Reputation: 541
I have a command line application. The issue I am facing is that sometimes the users of that application close directly the terminal in which our application is running that also using the below command:
kill -9 pid_of_parent_console
I the above case our application should close gracefully by doing all the necessary cleanup. For that I wrote a signal handler for handling SIGHUP signal as when controlling terminal of process exits it sends SIGHUP to processes running under it, which we have handled to exit our process gracefully.But the thing is if user open a terminal suppose that is by default bash and then he again types bash command in it then run our application and if suppose kills that applications parent process that is bash executed manually after opening terminal then our application doesn't gets SIGHUP and does not exit gracefully.For simplicity I have written the below code which reproduces the issue:
#include <stdio.h>
#include <signal.h>
FILE *fp = NULL;
int flag = 1;
void handler(int signum)
{
flag = 0;
}
int main()
{
signal(SIGHUP, handler);
// just for testing
fp = fopen("file", "w");
// loop terminates only when HUP is generated
while (flag);
// if SIGHUP is generated then code should reach here
// and write the below in file.
fprintf(fp, "SIGHUP Generated");
fclose(fp);
return 0;
}
For simplicity I am not using sigaction for handling signals.
What I have observed is that when I open a terminal and press tty command and note the name of stdin file associated with it, and then when in the same terminal if I enter bash command and again if I note down the stdin file associated with it using tty command, what I found out is that both the bash shells, one that opens by default when I launch terminal and one I manually opened by typing bash command in bash console share the same stdin file name.
So, due to which when I kill that second bash which is parent of my process the stdin file associated with it doesn't gets closed and I think thats why I am not receiving SIGHUP signal.
Is there any other way I can use to kill my process too gracefully when its controlling console gets killed.
Terminal emulator used: GNOME Terminal 2.31.3 Default shell: bash
Upvotes: 0
Views: 1068
Reputation: 30823
Regardless of the OS, SIGKILL
(i.e. signal -9
) is directly handled by the kernel and the process is killed before any userland handler had a chance to process anything. This is true for the Linux kernel just like the Solaris one.
There is then no way for the target process to protect itself against that signal (outside intercepting it on the sender side or in the kernel).
On the other hand, closing a terminal emulator window send an XEvent to it. Before exiting, the terminal emulator should probably send a SIGHUP signal to your process.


● Instructions for the task
Give the number of lines in the data below containing the word "Image", with no other text.

● Provided data
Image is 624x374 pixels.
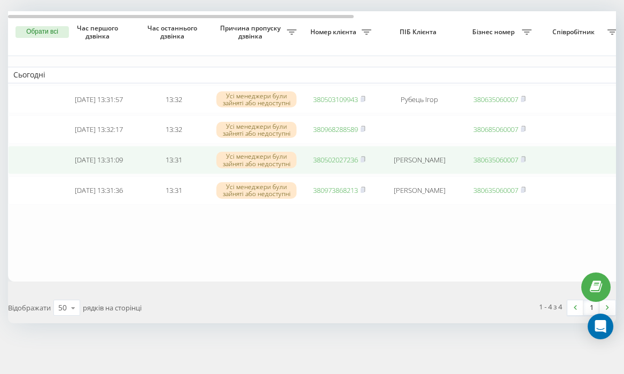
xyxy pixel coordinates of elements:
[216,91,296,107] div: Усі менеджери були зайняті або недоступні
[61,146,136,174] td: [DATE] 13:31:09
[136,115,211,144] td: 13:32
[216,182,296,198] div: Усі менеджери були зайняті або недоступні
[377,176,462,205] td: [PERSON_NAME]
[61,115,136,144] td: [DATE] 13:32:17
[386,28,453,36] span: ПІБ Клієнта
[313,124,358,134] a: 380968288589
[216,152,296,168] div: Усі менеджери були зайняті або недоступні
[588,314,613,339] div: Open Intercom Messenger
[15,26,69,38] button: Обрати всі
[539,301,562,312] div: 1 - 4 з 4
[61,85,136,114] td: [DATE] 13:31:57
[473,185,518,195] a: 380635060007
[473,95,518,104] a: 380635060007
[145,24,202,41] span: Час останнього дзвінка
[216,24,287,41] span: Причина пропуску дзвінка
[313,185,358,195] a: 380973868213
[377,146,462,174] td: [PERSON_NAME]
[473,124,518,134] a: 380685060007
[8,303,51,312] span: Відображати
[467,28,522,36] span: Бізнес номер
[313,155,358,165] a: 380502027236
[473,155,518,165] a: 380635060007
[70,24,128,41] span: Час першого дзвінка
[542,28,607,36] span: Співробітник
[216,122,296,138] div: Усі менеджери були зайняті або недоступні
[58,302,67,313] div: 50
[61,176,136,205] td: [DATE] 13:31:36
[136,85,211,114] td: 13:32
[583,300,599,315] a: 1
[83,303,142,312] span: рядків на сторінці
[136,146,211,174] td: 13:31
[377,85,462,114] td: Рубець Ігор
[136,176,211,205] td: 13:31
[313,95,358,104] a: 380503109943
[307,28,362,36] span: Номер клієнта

==

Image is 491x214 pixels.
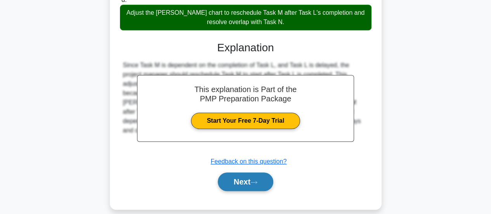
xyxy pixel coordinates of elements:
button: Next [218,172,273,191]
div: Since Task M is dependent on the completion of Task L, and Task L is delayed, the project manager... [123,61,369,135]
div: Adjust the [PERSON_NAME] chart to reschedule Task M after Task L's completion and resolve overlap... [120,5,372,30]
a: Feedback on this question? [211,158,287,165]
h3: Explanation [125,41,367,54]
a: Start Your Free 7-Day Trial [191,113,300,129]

● Output
2